The Alabama census supervisor told workers to falsify household data in order to inspect as many houses as possible, according to text messages received by the Associated Press.
The supervisor allegedly wanted census workers to carry out the cases without asking households. According to reports, if two attempts failed with one member of the household and two unsuccessful attempts to hear the owner or neighbors, the census staff had to resign that only one person lived in that residence.
“You need to clarify the matter, which indicates that 1 is busy,” reads the text of the census supervisor of the Dothan Plain in the Great Plain, the AP reported.
An enumerator who traveled from Florida to Alabama to help catch up with the census census shared the texts with the AP and said he would not comply with the orders because he thought he would falsify data if he did.
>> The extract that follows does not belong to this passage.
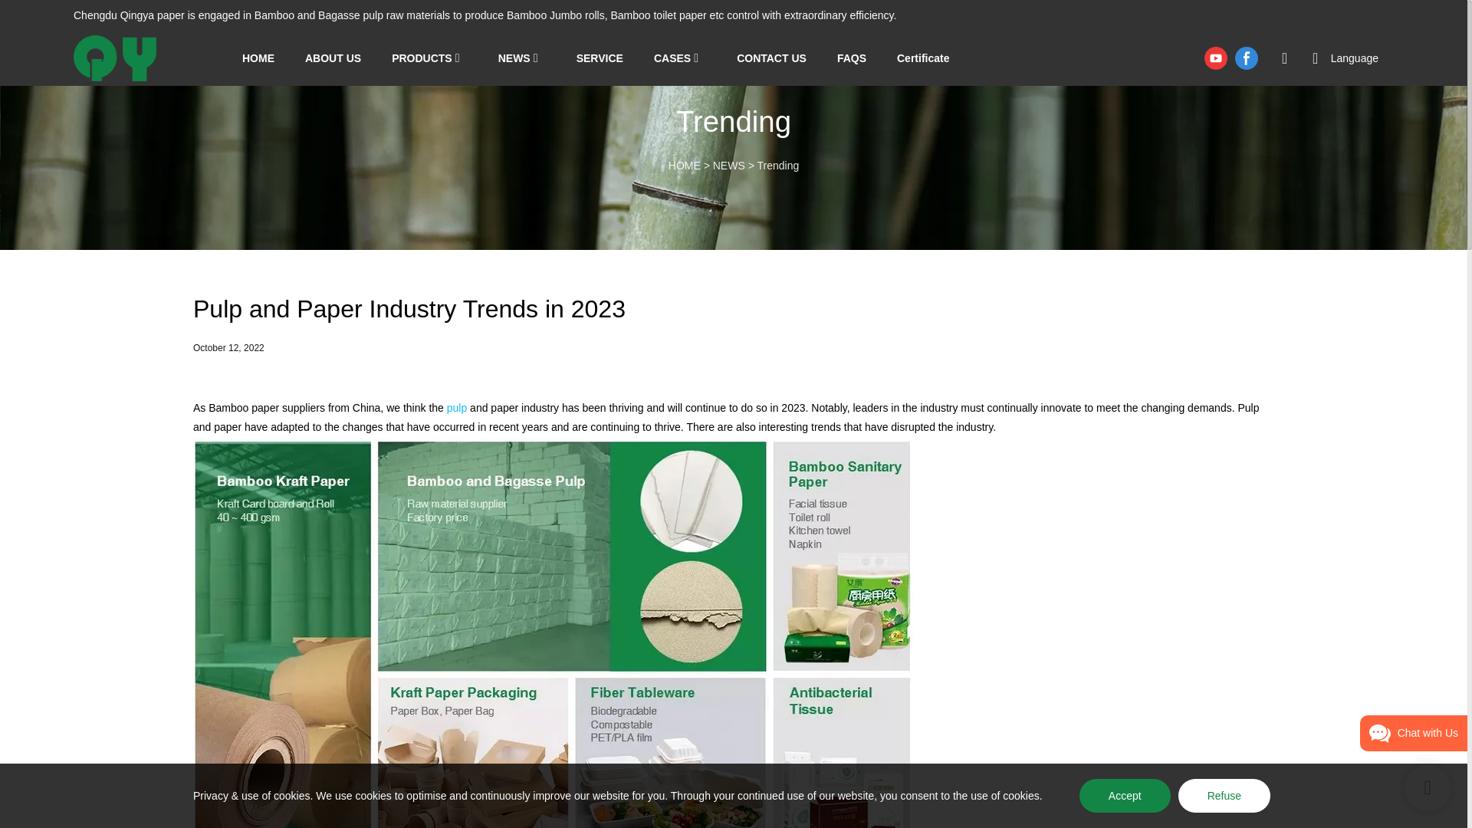 The height and width of the screenshot is (828, 1472). Describe the element at coordinates (422, 58) in the screenshot. I see `PRODUCTS` at that location.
The enumerator requested anonymity and did not provide the full name of the supervisor who posted the instructions.
In photos sent to census workers, the inspector allegedly handed out handwritten 15-step instructions on how to mark a place of residence as just one person and advised them to do so two to three hours after visiting the address to avoid higher-level suspicion. . businesses that can track census workers through iPhones issued by the office.
Michael Cook, a census spokesman for the Census Bureau, said the agency was investigating the Alabama case, saying “We take counterfeiting charges very seriously.” According to Cook, data problems can be addressed by reviewing households and improving accuracy.
The 2020 census was due to end about two weeks earlier this year after the Supreme Court allowed the Trump administration. According to the AP, dozens of census workers approached the news agency to share unjustifiably rushing bills to meet deadlines.
In October, advocacy groups and local governments filed a lawsuit for forcing census workers to falsify data to claim they reached 99.9 percent of households.
Alternative methods of counting, including the use of IRS records, interviews with landlords and neighbors, and querying headcount without gender, age, and race data, are believed to have filled the information gap.